Speaking of kinky sex, let's talk about things often found in Guy Maddin movies.  Forty-two years since the Hayes code expired and there's still something that feels just a little forbidden about seeing nudity and sex in a black and white or silent film.  But it's not just Maddin's intention to tittilate.  He's interested in how sex controls and manipulates us (the women in Maddin's films make the women in Truffaut and Godard's films look like Disney princesses).  And there are few areas where he's not unwilling to tread.  A chapter in Cowards Bend the Knee unexpectedly entitled "Fisty" turns out to be about exactly what it sounds like.  Invariably Maddin proceeds with a comedic touch.  He needs to, as the world he portrays is random, cruel and unforgiving (often with his autobiographical stand-in serving as the patsy).  But still there is that touch of non-seriousness that makes watching a Guy Maddin film a fun experience, never a burden.


Take his short The Heart of the World.  The world is ending as a woman cruelly rejects our two protagonists.  Yet there is not a depressing moment.

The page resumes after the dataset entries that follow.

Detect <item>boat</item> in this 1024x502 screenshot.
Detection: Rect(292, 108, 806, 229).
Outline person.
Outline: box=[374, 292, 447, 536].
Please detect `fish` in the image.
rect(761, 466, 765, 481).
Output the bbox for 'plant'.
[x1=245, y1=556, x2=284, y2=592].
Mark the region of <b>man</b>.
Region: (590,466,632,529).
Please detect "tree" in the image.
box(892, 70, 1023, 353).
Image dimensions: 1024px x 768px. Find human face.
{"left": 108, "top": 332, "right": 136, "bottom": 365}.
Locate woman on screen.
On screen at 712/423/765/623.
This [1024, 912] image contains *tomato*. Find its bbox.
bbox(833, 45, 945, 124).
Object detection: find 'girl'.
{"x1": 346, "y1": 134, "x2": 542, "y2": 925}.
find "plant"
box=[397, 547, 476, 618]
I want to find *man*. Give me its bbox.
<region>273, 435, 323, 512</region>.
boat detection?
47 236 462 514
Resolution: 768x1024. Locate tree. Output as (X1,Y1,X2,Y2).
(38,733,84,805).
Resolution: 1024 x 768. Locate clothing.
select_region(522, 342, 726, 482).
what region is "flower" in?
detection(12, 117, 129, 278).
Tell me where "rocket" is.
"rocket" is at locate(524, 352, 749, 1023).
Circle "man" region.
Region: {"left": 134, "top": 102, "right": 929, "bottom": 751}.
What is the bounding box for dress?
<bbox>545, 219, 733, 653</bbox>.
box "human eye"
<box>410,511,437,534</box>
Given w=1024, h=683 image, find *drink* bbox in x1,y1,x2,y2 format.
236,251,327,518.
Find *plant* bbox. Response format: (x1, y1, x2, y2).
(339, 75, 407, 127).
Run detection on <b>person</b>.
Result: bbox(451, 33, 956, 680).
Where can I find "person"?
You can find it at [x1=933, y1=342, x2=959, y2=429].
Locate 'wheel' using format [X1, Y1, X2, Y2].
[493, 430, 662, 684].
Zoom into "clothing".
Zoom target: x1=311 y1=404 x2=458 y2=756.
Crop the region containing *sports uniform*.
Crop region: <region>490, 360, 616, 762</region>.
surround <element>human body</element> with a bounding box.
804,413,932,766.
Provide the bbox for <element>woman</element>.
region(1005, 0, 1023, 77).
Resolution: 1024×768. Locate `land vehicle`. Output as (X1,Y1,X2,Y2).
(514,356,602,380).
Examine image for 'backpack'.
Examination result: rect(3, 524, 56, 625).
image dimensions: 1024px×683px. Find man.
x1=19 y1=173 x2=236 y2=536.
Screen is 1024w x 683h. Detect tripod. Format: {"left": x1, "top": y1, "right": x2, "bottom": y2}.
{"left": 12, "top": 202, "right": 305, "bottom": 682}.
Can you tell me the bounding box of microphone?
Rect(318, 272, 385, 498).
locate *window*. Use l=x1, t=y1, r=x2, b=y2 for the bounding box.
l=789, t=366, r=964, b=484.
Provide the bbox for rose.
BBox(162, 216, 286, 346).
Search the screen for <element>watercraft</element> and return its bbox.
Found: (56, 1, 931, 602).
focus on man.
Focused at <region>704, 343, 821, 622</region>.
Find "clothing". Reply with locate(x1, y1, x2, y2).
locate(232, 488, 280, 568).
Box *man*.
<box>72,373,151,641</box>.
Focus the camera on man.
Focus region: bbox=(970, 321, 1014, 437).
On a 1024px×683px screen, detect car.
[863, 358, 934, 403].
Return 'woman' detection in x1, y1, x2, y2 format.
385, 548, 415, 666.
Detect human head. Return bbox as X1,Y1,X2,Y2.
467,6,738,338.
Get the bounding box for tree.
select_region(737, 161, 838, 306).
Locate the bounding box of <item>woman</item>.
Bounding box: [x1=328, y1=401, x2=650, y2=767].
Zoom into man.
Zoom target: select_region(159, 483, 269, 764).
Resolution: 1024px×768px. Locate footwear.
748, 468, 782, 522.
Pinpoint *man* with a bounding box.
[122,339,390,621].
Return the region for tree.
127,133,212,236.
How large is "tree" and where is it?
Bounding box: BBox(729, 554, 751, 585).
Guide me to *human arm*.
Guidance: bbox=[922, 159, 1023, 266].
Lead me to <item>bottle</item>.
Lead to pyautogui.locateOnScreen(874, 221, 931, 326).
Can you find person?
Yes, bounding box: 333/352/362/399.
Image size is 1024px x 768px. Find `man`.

So what makes Guy Maddin a filmmaker of our time?  He made his debut feature in the 80's.  Followed it up with three features in the 90's and has made five (of his most successful) films since the turn of the century.  Few directors are doing what Guy Maddin does, that is using the medium outside of it's expected form. But be warned, watching a Guy Maddin movie will only make you wonder why it is that so few other directors are determined not to be bound by common cinematic narrative standards.  And those other directors may start to seem a little too average and conventional.  Guy Maddin's latest film, My Winnipeg allowed him to show off his talents to a new extent, adding elements of surrealism and documentary into his uncategorizable style.  Roger Ebert recently named it one of his top 10 films of the past decade. So is Guy Maddin at the peak of his career?  I hope not, as that would suggest an inevitable downturn.  His next feature project is as of yet unannounced, though he continues to make short films in between.  Whatever it is it will be wildly inventive and courtesy of one of the most creative filmmakers working today.